• 2 Posts
  • 19 Comments
Joined 2 years ago
cake
Cake day: June 27th, 2023

help-circle
  • Yeah, I tried tuta. I have (overall less but) the same issue with proton. I just want to use my own client apps of choice.

    I have registered with mailbox.org and while the trial period is very limited, the web ui is minimalistic and basic looking. You could say outdated. I seriously consider paying for a “team” account for me and my wife. The price is unbeatable. Aside from the gui, the features I need are there.

    I just need the Wife’s approval. She’d be migrating from yahoo of all places.


  • I can second most of the suggestions. I do not host an office suite (for now?) but I am syncing my keepass dbs over syncthing along with my notes and important documents. I think since 2016 or so. It works well.

    Before I had a server I just synced them in a triangle between my phone, laptop and desktop. Most things had 3 copies this way. Any device could offload changes to another. Now I have a central node and the option to sync as before if the server is down. With Tailscale, I don’t need to be on the same wifi now eiter.

    The keepassDX limitations are not a big deal if all you need is basic autofill.

    Mail providers are hard to chose. I am leaving proton for the lack of easy smtp and their locked in nature. Get your oen domain and you will be able to switch more easily in the future.


  • After registering I wasn’t even able to pay for a sub to check out their offering for myself. English docs are lacking. I think they are focusing on fr and nl regions. Support e-mail autoreply also only replies in those languages. They are really small scale, ~2000 users by their own admission. Which is ok, but if you advertise a service, at least let people pay for it, so they can start using it, however janky it is.


  • I am finally in a position to have hardware running at home without it bothering anyone, so I cobbled together the hardware peaces I thrifted for over the years.

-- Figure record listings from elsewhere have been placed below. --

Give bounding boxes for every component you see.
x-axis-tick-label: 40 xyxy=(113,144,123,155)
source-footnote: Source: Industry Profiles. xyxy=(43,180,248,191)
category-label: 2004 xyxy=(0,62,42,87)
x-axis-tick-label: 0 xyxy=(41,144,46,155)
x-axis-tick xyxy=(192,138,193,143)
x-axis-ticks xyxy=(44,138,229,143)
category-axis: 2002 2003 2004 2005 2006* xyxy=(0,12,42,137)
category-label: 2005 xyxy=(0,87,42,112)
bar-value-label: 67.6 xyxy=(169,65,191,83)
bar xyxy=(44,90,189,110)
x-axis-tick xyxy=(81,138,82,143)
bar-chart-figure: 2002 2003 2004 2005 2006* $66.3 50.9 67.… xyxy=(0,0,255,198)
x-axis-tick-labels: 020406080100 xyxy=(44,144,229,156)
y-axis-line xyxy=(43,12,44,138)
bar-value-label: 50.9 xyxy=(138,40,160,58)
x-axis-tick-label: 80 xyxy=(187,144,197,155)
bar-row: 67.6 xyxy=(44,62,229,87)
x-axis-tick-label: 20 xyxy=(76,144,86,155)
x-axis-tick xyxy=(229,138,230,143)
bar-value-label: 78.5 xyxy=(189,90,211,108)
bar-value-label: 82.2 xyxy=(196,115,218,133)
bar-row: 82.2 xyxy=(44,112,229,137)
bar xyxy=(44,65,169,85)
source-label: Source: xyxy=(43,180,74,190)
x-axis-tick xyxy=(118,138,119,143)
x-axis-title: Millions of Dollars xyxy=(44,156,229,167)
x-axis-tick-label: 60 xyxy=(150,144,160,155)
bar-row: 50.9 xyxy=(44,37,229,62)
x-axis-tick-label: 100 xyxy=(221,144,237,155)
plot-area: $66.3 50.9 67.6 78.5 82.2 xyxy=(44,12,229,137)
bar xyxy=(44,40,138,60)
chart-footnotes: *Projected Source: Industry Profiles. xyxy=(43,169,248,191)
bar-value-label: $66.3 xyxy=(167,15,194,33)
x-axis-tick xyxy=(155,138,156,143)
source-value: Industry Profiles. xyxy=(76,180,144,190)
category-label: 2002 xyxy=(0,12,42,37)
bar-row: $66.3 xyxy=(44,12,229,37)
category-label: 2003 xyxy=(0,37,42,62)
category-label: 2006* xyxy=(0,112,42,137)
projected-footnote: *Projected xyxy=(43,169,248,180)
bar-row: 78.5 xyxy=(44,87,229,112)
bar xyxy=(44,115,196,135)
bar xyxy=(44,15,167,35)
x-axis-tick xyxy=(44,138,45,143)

    I played around with Proxmox and lxc containers, which are awesome, but not really useful for my usecase. I currently needed the essentials to get started and to finally have some kind of backups.

    So TrueNAS scale it is. I got the ACLs down quickly, so the built in apps are no problem. But some things are not suited to be run as a built in app, I found. To avoid these headaches, I created an ubuntu server vm and a network bridge to allow for host access, and spun up those containers there.

    I went for too little storage on the vm in the begiining (10G) so of course it filled up to the brim in a day. So I had to learn how to extend an lvm. Which worked only after I made some space available. It was so full, even mkdir failed.



  • Revolut was mentioned before, but let me elaborate on it.

    They are essentially a bank but you can open an account through their app with the needed IDs.

    You load money onto your account via a card payment from a conventional bank account, so no transfer fees apply in that sense.

    They have one time use virtual cards and free persistent virtual cards. You can order physical ones if you want. You can set limits and recurring transactions per card. It even recognizes subscripition services and lets you know in advance if you need to top up the account before a payment is due.

    Caveat: ads for their own services to buy crypto, gold, stocks and crap. I personally wouldn’t keep huge sums on my account, but know people who use it extensively. Even after years of usage, they werent burnt yet.

    I have no experience with customer service, as I only use it for what you are looking for. According to the internet, their CS can be abysmal.








  • An interesting take, and not very popular among the other comments, but I suppose you have your experiences and reasons to say this.

    As I mentioned RAID is on the table, no problem with that. It is kind of the point to have a safer, more centralized storage for important stuff, and space for keeping media.

    Speed wouldn’t be a concern. Noise is, since my apartment is very small. And reliability over time would be. Especially power cycles, or spin down - spin up events. I figured if I used SSDs, I could leave the whole rig powered on 24/7 But with HDDs I think I would probably need to turn the system off for the night.

    Correct me if I am wrong about enterprise grade SSDs, but if I have the power on time and the TBW values for the drives along with the manufacturing date, ones with reasonable combination of those could be bought for a reasonable price. After some testing they could also be trusted. At what point would you expect an SSD like this to last some years in a home server environment? I am not an expert but with some pointers this should be easy to figure out, which is why I am asking.


  • I don’t plan to neglect backups. Currently I use Syncthing as well, but only between non-redundant storage locations, so I have duplicates. Like phone pushes photos to pc or laptop, those sync them between each other. Important docs that I can’t lose are also on all 3 devices.

    And I plan to keep the local storage of mission critical data around on some clients at least. I just want to have a central, more robust, redundant system where one or 2 disks can fail without my data being gone or corrupted.


  • Thanks for the insights on the case and drives!

    I have an old Silverstone case with about 6 of the old style 3,5" drive mounts and 3x5,25" bay. Originally I had a Samsung 1TB drive in it (which is still kicking around somehow pulling torrent drive duty) I remember it being louder in that case then in my new one. So I’ll have to test it out. If i can get my hands on some rubber bearings and if they help any at all.

    I am not planning to go that big on storage for now tho. It sounds like serious work. I am doing this so I can be more comfortable. Aside from updates, I want to dial it in once and forget it unless I need to touch it.







  • I also use open source options whenever they fulfills my needs. I am not changing to linux yet because of gaming.

    I grew up relatively poor, so burning cd-s for each other and trading games was the jam when I was in school. Games I usually still pirate and even when I buy them I have already tried them to an extent, or finished them 5 times. Steam sales are a godsend for multiplayer only titles tho. I have nothing against supporting devs. But ubi, ea and those responsible for games with 0 content and giant day1 patches, season passes and all that crap can get fucked.

    I rather spend that money on zero knowledge mail and vpn, maybe a donation to foss devs for things that I can’t live without anymore. I need to get into the habit of donating some at least. Now that I am out of the financial danger zone.